Determining whether to apply the rule of reason or the per se rule to the appellees’ price-fixing claim is somewhat more complex. The Supreme Court has never wavered from its application of the per se rule to price-fixing agreements. See Arizona v. Maricopa County Medical Soc’y, 457 U.S. 332, 347, 102 S.Ct. 2466, 2475, 73 L.Ed.2d 48 (1982). The appellants, however, have presented facts that, if true, would indicate that the members of the SFHA never entered into an agreement to fix prices;3 rather, the appellants entered into an agreement that allegedly had as a corollary effect the stabilization of prices for temporary nursing services.4

Certainly, any agreement that has the effect of stabilizing prices can constitute a violation of the antitrust laws. See United States v. Socony-Vacuum Oil Co., 310 U.S. 150, 222-23, 60 S.Ct. 811, 844, 84 L.Ed. 1129 (1940).5 Not all joint purchasing agreements, however, have a stabilizing effect on prices. If the purchasing agent does not have market power or does not have control over access to an essential element of competition, then the agent will still have to bid against other purchasers for the scarce resources. Consequently, the appellees’ price-fixing claim will stand or fall on the same findings of fact required to support their boycott claim: (1) did the SFHA have market power, and (2) did the SFHA control access to an essential element of competition? If the court answers “yes” to either question, then the per se rule should be applied. See United States v. Trenton Potteries Co., 273 U.S. 392, 397, 47 S.Ct. 377, 379, 71 L.Ed. 700 (1927) (“Agreements which create such potential power [to fix prices] may well be held to be in themselves unreasonable or unlawful restraints_” (emphasis add*1541ed)). If the court answers no to both questions, then it should apply the rule-of-reason analysis to the price stabilization claim as well as to the boycott claim. See Broadcast Music, 441 U.S. at 23-24, 99 S.Ct. at 1564-65.

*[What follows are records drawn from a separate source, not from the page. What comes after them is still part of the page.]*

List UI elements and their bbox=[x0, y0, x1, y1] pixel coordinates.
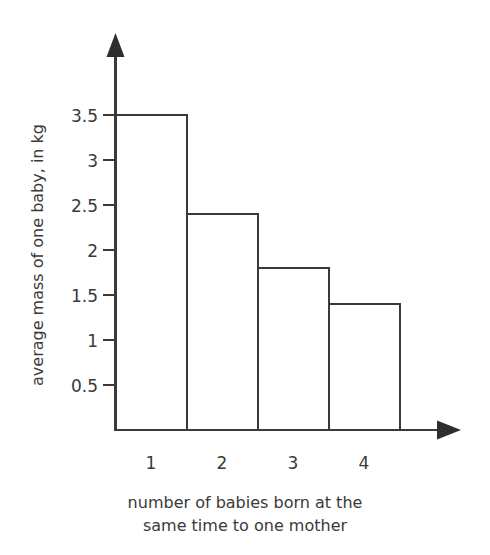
y-axis-arrow-icon bbox=[107, 33, 125, 57]
x-axis-arrow-icon bbox=[437, 421, 461, 440]
x-axis-tick-labels: 1 2 3 4 bbox=[146, 453, 370, 473]
x-axis-title-line-2: same time to one mother bbox=[143, 516, 348, 535]
y-tick-label-1: 1 bbox=[87, 331, 98, 351]
bar-category-2 bbox=[187, 214, 258, 430]
y-tick-label-2.5: 2.5 bbox=[71, 196, 98, 216]
bar-category-1 bbox=[116, 115, 187, 430]
y-tick-label-0.5: 0.5 bbox=[71, 376, 98, 396]
y-tick-label-1.5: 1.5 bbox=[71, 286, 98, 306]
bar-category-4 bbox=[329, 304, 400, 430]
y-tick-label-2: 2 bbox=[87, 241, 98, 261]
x-tick-label-1: 1 bbox=[146, 453, 157, 473]
x-tick-label-3: 3 bbox=[288, 453, 299, 473]
y-axis-title: average mass of one baby, in kg bbox=[28, 124, 47, 386]
chart-canvas: 0.5 1 1.5 2 2.5 3 3.5 1 2 3 4 number of … bbox=[0, 0, 490, 555]
x-axis-title: number of babies born at the same time t… bbox=[128, 493, 363, 535]
x-axis-title-line-1: number of babies born at the bbox=[128, 493, 363, 512]
y-tick-label-3: 3 bbox=[87, 151, 98, 171]
x-tick-label-4: 4 bbox=[359, 453, 370, 473]
y-axis-title-text: average mass of one baby, in kg bbox=[28, 124, 47, 386]
bar-chart: 0.5 1 1.5 2 2.5 3 3.5 1 2 3 4 number of … bbox=[0, 0, 490, 555]
x-tick-label-2: 2 bbox=[217, 453, 228, 473]
y-tick-label-3.5: 3.5 bbox=[71, 106, 98, 126]
y-axis-ticks bbox=[103, 115, 115, 385]
bar-category-3 bbox=[258, 268, 329, 430]
bars-group bbox=[116, 115, 400, 430]
y-axis-tick-labels: 0.5 1 1.5 2 2.5 3 3.5 bbox=[71, 106, 98, 396]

. The district court indicated in its order granting a preliminary injunction that, if the plaintiffs were to succeed on their claims, Florida antitrust laws would provide the basis for their success. Nevertheless, I base the views expressed in this opinion on an interpretation of the federal antitrust laws. I do so because, as the district court correctly noted, "the reasoning of the opinions interpreting the Sherman Act [is] equally applicable to the court’s analysis of the Florida antitrust laws." See generally Fla. Stat. §§ 542.16 (Florida antitrust laws complement federal antitrust laws), 542.18 (provision analogous to § 1 of the Sherman Act) (1987).

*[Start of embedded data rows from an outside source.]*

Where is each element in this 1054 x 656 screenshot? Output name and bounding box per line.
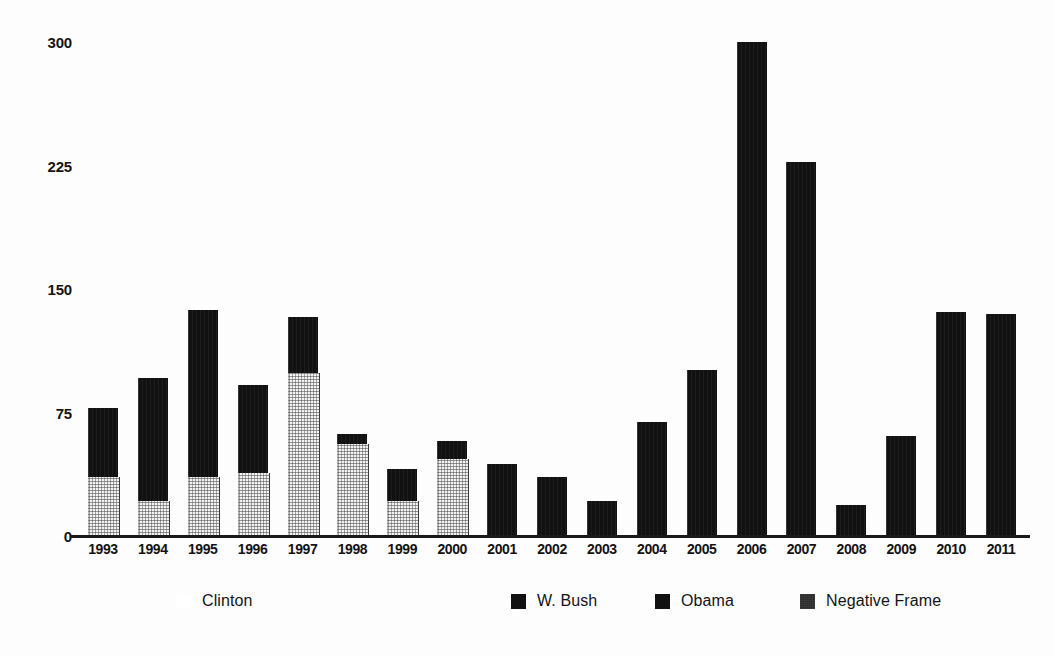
- legend-label: Obama: [681, 592, 734, 610]
- bar-group[interactable]: [337, 42, 367, 536]
- bar-group[interactable]: [687, 42, 717, 536]
- legend-item-clinton[interactable]: Clinton: [176, 592, 253, 610]
- bar-segment-negative-frame: [188, 477, 220, 536]
- bar-segment-total: [836, 505, 866, 536]
- stacked-bar[interactable]: [587, 501, 617, 536]
- legend-label: W. Bush: [537, 592, 597, 610]
- stacked-bar[interactable]: [288, 317, 318, 536]
- stacked-bar[interactable]: [836, 505, 866, 536]
- bar-group[interactable]: [138, 42, 168, 536]
- legend-item-w-bush[interactable]: W. Bush: [511, 592, 597, 610]
- bar-segment-total: [637, 422, 667, 536]
- x-tick-label: 2000: [427, 541, 477, 557]
- x-tick-label: 2001: [477, 541, 527, 557]
- x-tick-label: 2006: [727, 541, 777, 557]
- x-tick-label: 1996: [228, 541, 278, 557]
- bar-segment-total: [587, 501, 617, 536]
- x-tick-label: 2003: [577, 541, 627, 557]
- bar-group[interactable]: [288, 42, 318, 536]
- y-tick-label: 225: [14, 157, 72, 174]
- x-tick-label: 2005: [677, 541, 727, 557]
- bar-segment-total: [188, 310, 218, 476]
- legend-label: Negative Frame: [826, 592, 941, 610]
- bar-group[interactable]: [88, 42, 118, 536]
- legend-swatch-icon: [655, 594, 670, 609]
- x-tick-label: 2002: [527, 541, 577, 557]
- bar-segment-total: [288, 317, 318, 373]
- stacked-bar[interactable]: [337, 434, 367, 536]
- bar-segment-total: [88, 408, 118, 477]
- x-tick-label: 2007: [777, 541, 827, 557]
- bar-segment-total: [687, 370, 717, 536]
- legend-swatch-icon: [800, 594, 815, 609]
- bar-segment-total: [437, 441, 467, 459]
- bar-segment-total: [936, 312, 966, 536]
- y-tick-label: 300: [14, 34, 72, 51]
- bar-group[interactable]: [437, 42, 467, 536]
- bar-group[interactable]: [886, 42, 916, 536]
- stacked-bar[interactable]: [687, 370, 717, 536]
- bar-segment-total: [886, 436, 916, 536]
- x-tick-label: 1998: [327, 541, 377, 557]
- stacked-bar[interactable]: [188, 310, 218, 536]
- bar-segment-negative-frame: [337, 444, 369, 536]
- bar-segment-total: [487, 464, 517, 536]
- bar-segment-negative-frame: [88, 477, 120, 536]
- y-tick-label: 75: [14, 404, 72, 421]
- stacked-bar[interactable]: [986, 314, 1016, 536]
- bar-group[interactable]: [188, 42, 218, 536]
- bar-group[interactable]: [238, 42, 268, 536]
- bar-group[interactable]: [387, 42, 417, 536]
- bar-segment-total: [337, 434, 367, 444]
- bar-group[interactable]: [737, 42, 767, 536]
- bar-group[interactable]: [786, 42, 816, 536]
- stacked-bar[interactable]: [637, 422, 667, 536]
- stacked-bar[interactable]: [487, 464, 517, 536]
- stacked-bar[interactable]: [437, 441, 467, 537]
- x-tick-label: 1994: [128, 541, 178, 557]
- bar-segment-total: [986, 314, 1016, 536]
- legend-label: Clinton: [202, 592, 253, 610]
- x-tick-label: 2009: [876, 541, 926, 557]
- stacked-bar[interactable]: [387, 469, 417, 537]
- bar-group[interactable]: [836, 42, 866, 536]
- x-tick-label: 1999: [377, 541, 427, 557]
- x-tick-label: 2011: [976, 541, 1026, 557]
- bar-chart-figure: 075150225300 199319941995199619971998199…: [0, 0, 1054, 656]
- y-tick-label: 0: [14, 528, 72, 545]
- y-axis-tick-labels: 075150225300: [0, 0, 72, 656]
- stacked-bar[interactable]: [138, 378, 168, 536]
- legend-item-obama[interactable]: Obama: [655, 592, 734, 610]
- bar-segment-negative-frame: [238, 473, 270, 536]
- bar-group[interactable]: [537, 42, 567, 536]
- stacked-bar[interactable]: [537, 477, 567, 536]
- stacked-bar[interactable]: [88, 408, 118, 536]
- stacked-bar[interactable]: [238, 385, 268, 536]
- bar-segment-total: [387, 469, 417, 502]
- legend-item-negative-frame[interactable]: Negative Frame: [800, 592, 941, 610]
- stacked-bar[interactable]: [886, 436, 916, 536]
- bar-segment-total: [737, 42, 767, 536]
- chart-legend: ClintonW. BushObamaNegative Frame: [0, 592, 1054, 632]
- bar-group[interactable]: [587, 42, 617, 536]
- x-tick-label: 2008: [826, 541, 876, 557]
- bar-group[interactable]: [936, 42, 966, 536]
- bar-group[interactable]: [637, 42, 667, 536]
- x-tick-label: 2010: [926, 541, 976, 557]
- bar-group[interactable]: [986, 42, 1016, 536]
- bar-segment-negative-frame: [138, 501, 170, 536]
- stacked-bar[interactable]: [737, 42, 767, 536]
- bar-segment-negative-frame: [437, 459, 469, 536]
- bar-group[interactable]: [487, 42, 517, 536]
- x-tick-label: 1997: [278, 541, 328, 557]
- bar-segment-total: [786, 162, 816, 536]
- stacked-bar[interactable]: [786, 162, 816, 536]
- bar-segment-negative-frame: [288, 373, 320, 536]
- legend-swatch-icon: [176, 594, 191, 609]
- x-axis-line: [70, 535, 1030, 538]
- y-tick-label: 150: [14, 281, 72, 298]
- stacked-bar[interactable]: [936, 312, 966, 536]
- legend-swatch-icon: [511, 594, 526, 609]
- plot-area: [78, 42, 1026, 536]
- x-tick-label: 1995: [178, 541, 228, 557]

. One commentator, citing Brown Shoe Co. v. United States, 370 U.S. 294, 82 S.Ct. 1502, 8 L.Ed.2d 510 (1962), and Standard Oil Co. v. United States, 337 U.S. 293, 69 S.Ct. 1051, 93 L.Ed. 1371 (1949), has suggested that control of ten percent of the relevant market should ordinarily constitute market power. See Davidow, Antitrust, Foreign Policy, and International Buying Cooperation, 84 Yale L.J. 268, 273 & n. 27 (1974). The Court’s opinion in Brown Shoe, however, makes clear that such a bright-line test for market power probably will be of little use. See 370 U.S. at 343-44, 82 S.Ct. at 1534.

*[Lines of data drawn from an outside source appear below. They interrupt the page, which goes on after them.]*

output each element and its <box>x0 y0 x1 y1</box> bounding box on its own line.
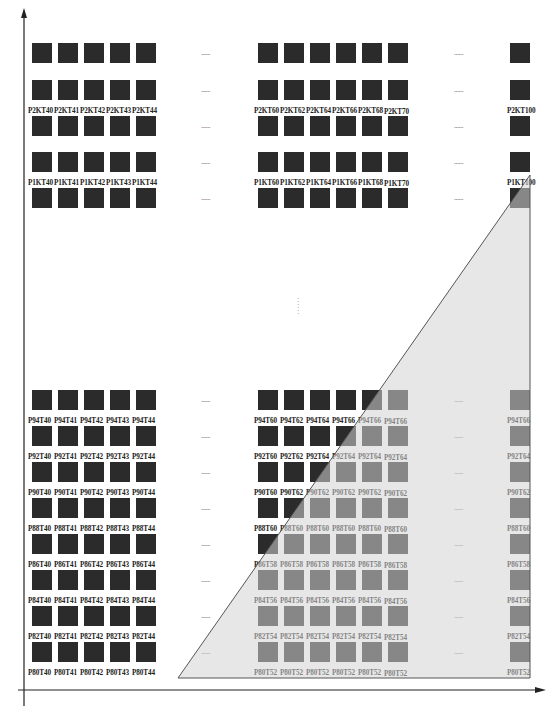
y-axis-arrow-icon <box>21 8 27 18</box>
x-axis-arrow-icon <box>535 687 546 693</box>
diagram-overlay <box>0 0 559 713</box>
triangular-region <box>178 175 530 678</box>
diagram-canvas: ............P2KT40P2KT41P2KT42P2KT43P2KT… <box>0 0 559 713</box>
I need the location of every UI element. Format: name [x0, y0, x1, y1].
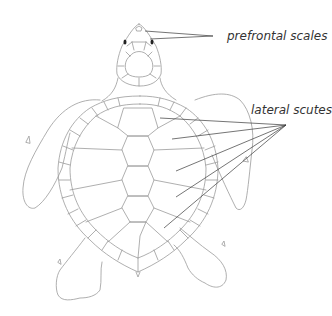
hind-left-flipper-claw	[58, 259, 61, 264]
front-left-flipper	[23, 100, 100, 209]
costal-scutes-left	[70, 116, 130, 242]
head-scales	[118, 42, 160, 86]
supracaudal-notch	[136, 272, 140, 277]
hind-right-flipper-claw	[222, 241, 225, 246]
hind-left-flipper	[56, 238, 102, 300]
vertebral-scutes	[118, 108, 158, 258]
carapace-inner	[70, 104, 206, 258]
nostril-scales	[136, 26, 142, 31]
hind-right-flipper	[174, 228, 226, 287]
costal-scutes-right	[146, 116, 206, 242]
front-right-flipper	[195, 94, 253, 210]
carapace-outer	[58, 96, 218, 272]
label-lateral-scutes: lateral scutes	[251, 103, 332, 117]
left-eye-icon	[124, 40, 127, 45]
prefrontal-pointer-lines	[145, 31, 213, 39]
front-left-flipper-claw	[26, 136, 30, 143]
label-prefrontal-scales: prefrontal scales	[226, 29, 327, 43]
turtle-anatomy-diagram: prefrontal scales lateral scutes	[0, 0, 332, 316]
lateral-pointer-lines	[160, 118, 286, 228]
right-eye-icon	[151, 40, 154, 45]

. Appellants allege that no maximum or uniform price was set for accepting bids. In fact, they allege, all of the bids ultimately accepted were above the price range suggested by the SFHA.

. The stabilization results from the members’ agreement not to bid against each other for temporary nursing services.

. Of course, it is not the court’s duty to determine whether the price stabilization is economically beneficial. As the Socony-Vacuum Court stated, ”[t]he elimination of so-called competitive evils is no legal justification for such buying programs." 310 U.S. at 220, 60 S.Ct. at 843.